Few outside of President Trump’s staunchest allies are lining up to support his idea for a tariff dividend in the form of $2,000 checks.
Economists have panned Trump’s logic and pointed out that the proposal would cost hundreds of billions of dollars more than tariffs are projected to bring in annually.
And GOP lawmakers are treading carefully after Republicans passed the budget-busting One Big Beautiful Bill earlier this year, with many wary of adding another wave of red ink.
But even as the hurdles are high, Trump’s record of getting his pet ideas enacted is leading few to dismiss the talk entirely.
After all, it was Trump who signed the first COVID-era stimulus checks into law (and reveled in the fact that they had his name affixed to them). More recently, his 2024 campaign trail ideas like no taxes on tips and overtime were seen as fantastical at the time but are now the law of the land.
Another factor suggesting that a real push could be in the offing is Trump and his party’s ongoing challenges around affordability issues, with the president often mentioning checks as an effort that he is undertaking in part to improve Americans’ views of his economy.
President Donald Trump is seen at the South Lawn of the White House for the arrival of Crown Prince of Saudi Arabia Mohammed bin Salman in Washington on November 18. (SAUL LOEB/AFP via Getty Images) ·SAUL LOEB via Getty Images
Terry Haines, the founder of Pangaea Policy, even called rebate checks “very likely” this week in a note to clients. He pointed out that the idea could be included in an upcoming reconciliation bill on Capitol Hill, which can be passed with only Republican votes.
“Trump keeps talking about it with increasing specificity, and Trump and congressional Rs have the legislative means to get it done, so markets today should consider it real,” he wrote.
Others are more skeptical. One way this issue could ultimately play out instead: a renewed focus on previous and possibly new tax cuts instead of checks.
This idea has notably been mentioned by Treasury Secretary Scott Bessent, even as Trump has gotten more and more detailed about dividend checks, even laying out a timeline this week.
“We’re going to be issuing dividends later on, probably in the middle of next year or a little bit later, of thousands of dollars for individuals of moderate and middle income,” he told reporters in the Oval Office on Monday, adding that on top of that, “We’re going to pay down debt.”

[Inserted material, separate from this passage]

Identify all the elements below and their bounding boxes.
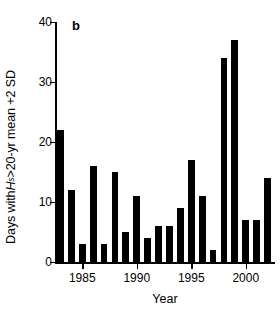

Trump’s pitch is one that economists have found plenty of reasons to object to.
Simple math alone shows that total tariff revenue for the recently finished fiscal year is an impressive $195 billion. But the rest of the government ran a deficit of about 10 times that.
Tariff revenue could grow in the year ahead, but it has virtually no chance of closing the annual deficit — much less Trump’s promise of paying down debt.
And the dividend idea would wipe out tariff revenues entirely for now.
A demonstrator holds up a sign outside the US Supreme Court in Washingtonduring recent arguments on whether a wide swath of Donald Trump’s tariffs are lawful. (MANDEL NGAN/AFP via Getty Images) ·MANDEL NGAN via Getty Images
The math has unified many economists and budget hawks in opposition to Trump’s plan, in addition to the fact that checks could also put upward pressure on inflation.
Scott Lincicome, an economist at the Cato Institute, offered recently that the dividend proposal “fails on mathematical, economic, and legal grounds.”
In an interview with Yahoo Finance, Lincicome added that it’s “really unlikely politically” this idea gets enacted as is, noting that Republicans concerned about the state of the budget are more likely to object after they “winked at the creative math that Republicans used to get [the One Big Beautiful Bill] across the finish line.”
Another reason the idea could find detractors is that Republicans have spent years charging that stimulus checks enacted by President Biden in the 2021 American Rescue Plan were a root cause of the sky-high inflation seen during the remainder of Biden’s term.
The dynamic has led some to suggest that Republican lawmakers will seek to avoid a politically volatile round of stimulus checks and instead focus on highlighting previous tax cuts or perhaps enacting new ones.
One proponent of this view is none other than Treasury Secretary Bessent, who recently said on ABC’s This Week, “[The] dividend could come in lots of forms, in lots of ways. It could be just the tax decreases that we are seeing on the president’s agenda,” as he mentioned previously enacted cuts like no tax on tips and no tax on overtime.
Treasury Secretary Scott Bessent speaks to reporters outside the White House onNovember 5. (SAUL LOEB/AFP via Getty Images) ·SAUL LOEB via Getty Images
Linicome added in this week’s interview that this formulation — a tax cut instead of a check — is certainly more possible noting that enacting new cuts could be an easier political lift as it’s “easier on substance because … Republicans like tax cuts, they like people to be able to keep their own money.”
But at the end of the day, the effect is the same, he added, noting, “A tax credit is a check, it’s just in a different form.”
Ben Werschkul is a Washington correspondent for Yahoo Finance.